Church Bell Imitations as Part of Karelian Kantele Tradition
Blog
January 21, 2026
In December 2025, the Turku Historical Society and the Finnish Musicological Society published Sivuutetut soinnit: Näkökulmia musiikin historian tutkimukseen Suomessa (Sidelined Sounds: Perspectives on the Study of Music History in Finland), edited by Kaarina Kilpiö and Saijaleena Rantanen.
The book contains eleven articles organised into four thematic sections:
- Power Structures of the Enlightenment – three articles by Vesa Kurkela; Ainur Elmgren & Tiina Männistö-Funk; and Janne Mäkelä & Pekka Gronow
- The Sound of Finland: National Identity Adapted to Music – two articles by Anne Kauppala and Lasse Lehtonen
- The Marginalised: Marginal Actors of the Musical Past – three articles by Arja Kastinen; Nuppu Koivisto-Kaasik; and Matti Huttunen & Annikka Konttori-Gustafsson
- Associations and Entrepreneurship – three articles by Kaj Ahlsved; Marko Tikka; and Mikko-Olavi Seppälä
My own article, “Valamon kellot – karjalaisten kanteleensoittajien kirkonkelloimitaatioiden tausta ja merkitys ennen ja nyt” (The Bells of Valamo: The Background and Significance of Church Bell Imitations by Karelian Kantele Players, Then and Now), explores the challenges faced by today’s musician‑researcher when attempting to understand the mindset of a nineteenth‑century Karelian kantele player from a long‑term perspective.
Over the years, my research on this topic has been driven by a desire to understand the essence of music and its meaning within the framework of tradition, as well as its practical applications and its potential contributions to society today and in the future.
In the spirit of Anna‑Leena Siikala’s work, I seek to draw on research into social context and cultural meanings to approach a tradition that has long since receded. Yet unlike Siikala, whose focus lay primarily in ethnographic and historical interpretation, my own inquiry also relies on the experiential knowledge that arises from engaging with music in the present.
In addition, delving into the music of past cultures requires integrating knowledge produced in other disciplines with the act of making music. In this case, such fields include cultural history, folkloristics, archaeology, organology, and—when connected to the event of musical improvisation—also neuroscience (see research).
If the aim is to genuinely understand a person of the past, the existing source material must be examined through a critical lens: what do recordings made a hundred years ago reveal about the collector and the recording situation, and what do they leave unsaid about the tradition bearer?
It is also essential to remember that every musician’s experience is—and always has been—deeply individual, regardless of the era. I will never receive an answer to the question that continues to circle in my mind: “What do you think about when you play?” Most of the masters of the Karelian kantele tradition have vanished into history without a trace.
In the article, I also address the challenges faced by a modern‑day musician when working with the surviving fragments of information and the melody transcriptions preserved in archives; the incomplete notations offer only a blurred glimpse of moments surrounded by a wealth of details that remain invisible on the page, and by an ever‑shifting flow of music intertwined with its cultural meanings.
From a musician’s perspective, no notation can convey the essence, content, structures, progression, or cultural meanings of this tradition — the music itself.
The newly published article focuses on one small area of the Karelian kantele tradition: church bell imitations.
Because the name Valamo appears in the titles of several recorded tunes, the article examines the relationship between Karelians and the Valamo Monastery over the course of several centuries.
Despite the nearly thousand‑year influence of the Orthodox Church in the Karelian region, it seems likely that the church bell imitations played by border‑Karelian kantele players originated during the nineteenth century, with some taking shape only at the turn of the twentieth century. They are therefore probably no older than many of the dance tunes that were notated in the same period.
However, church bell imitations carry social and cultural meanings that reach back to folk religion and sacred traditions. For example, the sound and playing of the kantele are linked to ancient beliefs, just as the saints of the Orthodox Church are connected to the spiritual beings of those beliefs.
They are also linked to the complex and evolving relationship of the Karelians with monasteries, as well as to the way the very nature of the music is connected to earlier scales and modes of musical thought.
Understanding these connections has helped bridge the gap between a lost community and the preconceptions shaped by our thinking, which is grounded in the aesthetics of Western musical culture.
Bridging this divide fosters a deeper appreciation of the tradition’s centuries‑old connections and the ongoing evolution of its music. This is achieved not by clinging to inadequate musical notations, but by internalising the music’s essence and embracing the power of improvisation and lived musical experience.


- [Activity] Copy exactly the line containing "Describe the element at coordinates (1100, 19)" and all the lines that follow it to the end of the records, minus the pictures.

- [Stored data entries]
□ □ □ □

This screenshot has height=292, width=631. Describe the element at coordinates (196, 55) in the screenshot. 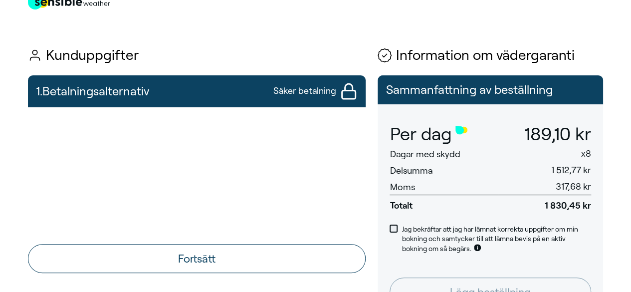

I see `h1: Kunduppgifter` at that location.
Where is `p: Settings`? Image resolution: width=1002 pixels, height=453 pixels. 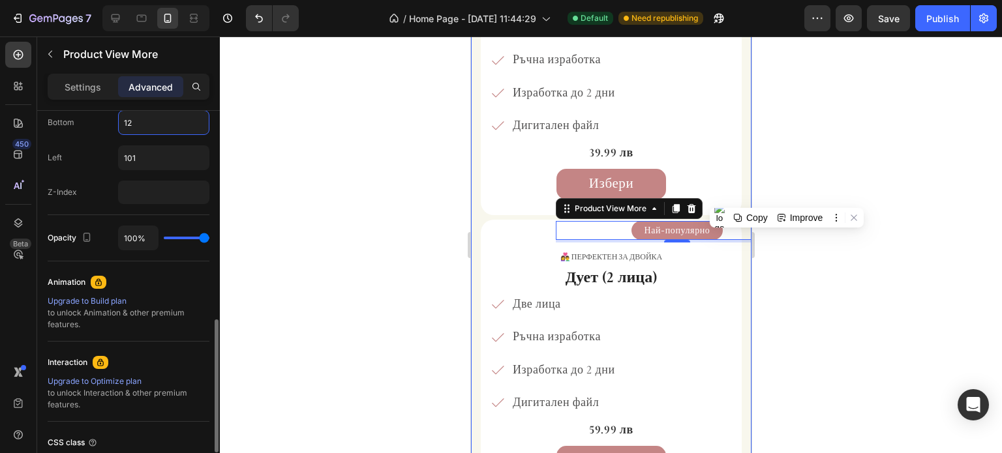 p: Settings is located at coordinates (83, 87).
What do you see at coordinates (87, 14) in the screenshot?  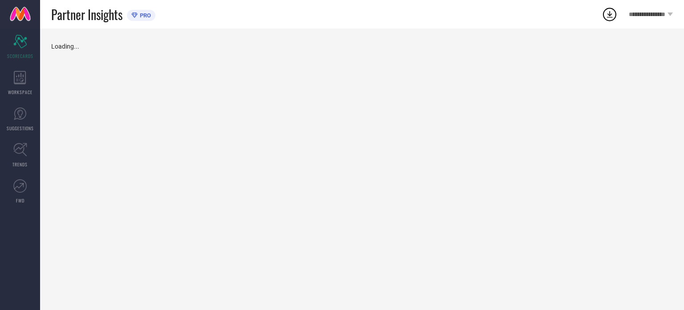 I see `span: Partner Insights` at bounding box center [87, 14].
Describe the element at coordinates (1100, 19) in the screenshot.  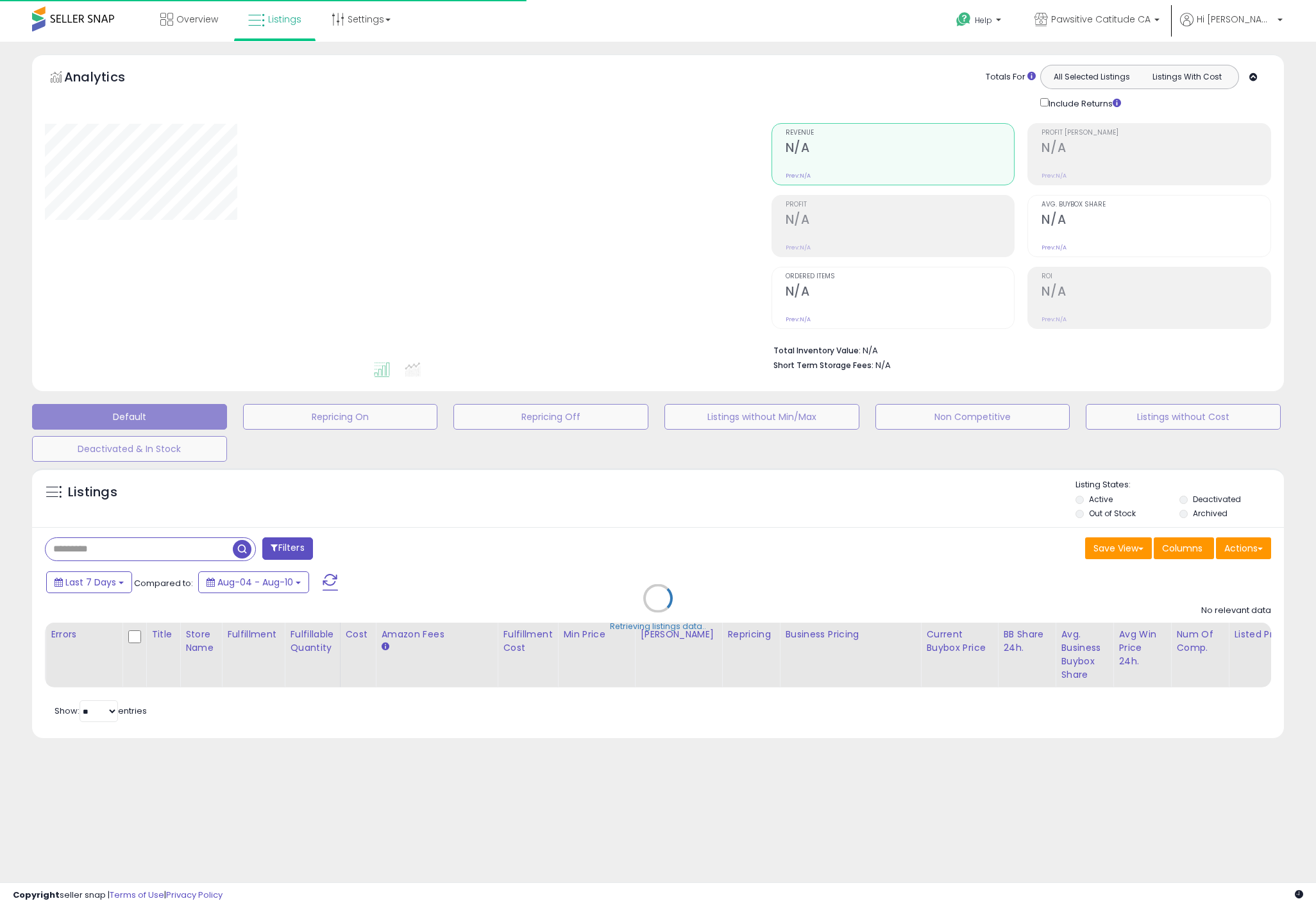
I see `span: Pawsitive Catitude CA` at that location.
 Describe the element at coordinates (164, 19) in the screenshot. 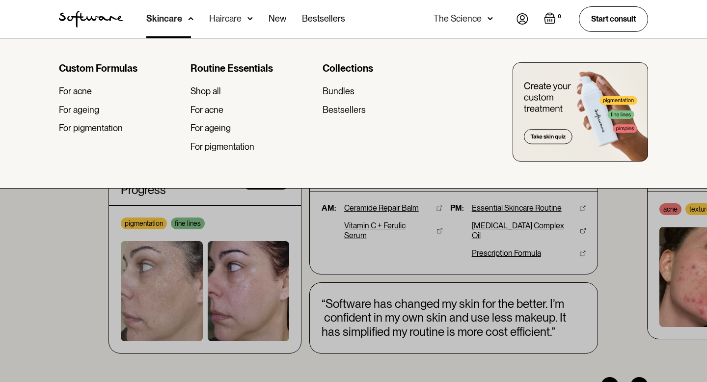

□ □ □ □

- [Solution for this problem]
Describe the element at coordinates (1100, 19) in the screenshot.  
I see `span: Pawsitive Catitude CA` at that location.
 Describe the element at coordinates (164, 19) in the screenshot. 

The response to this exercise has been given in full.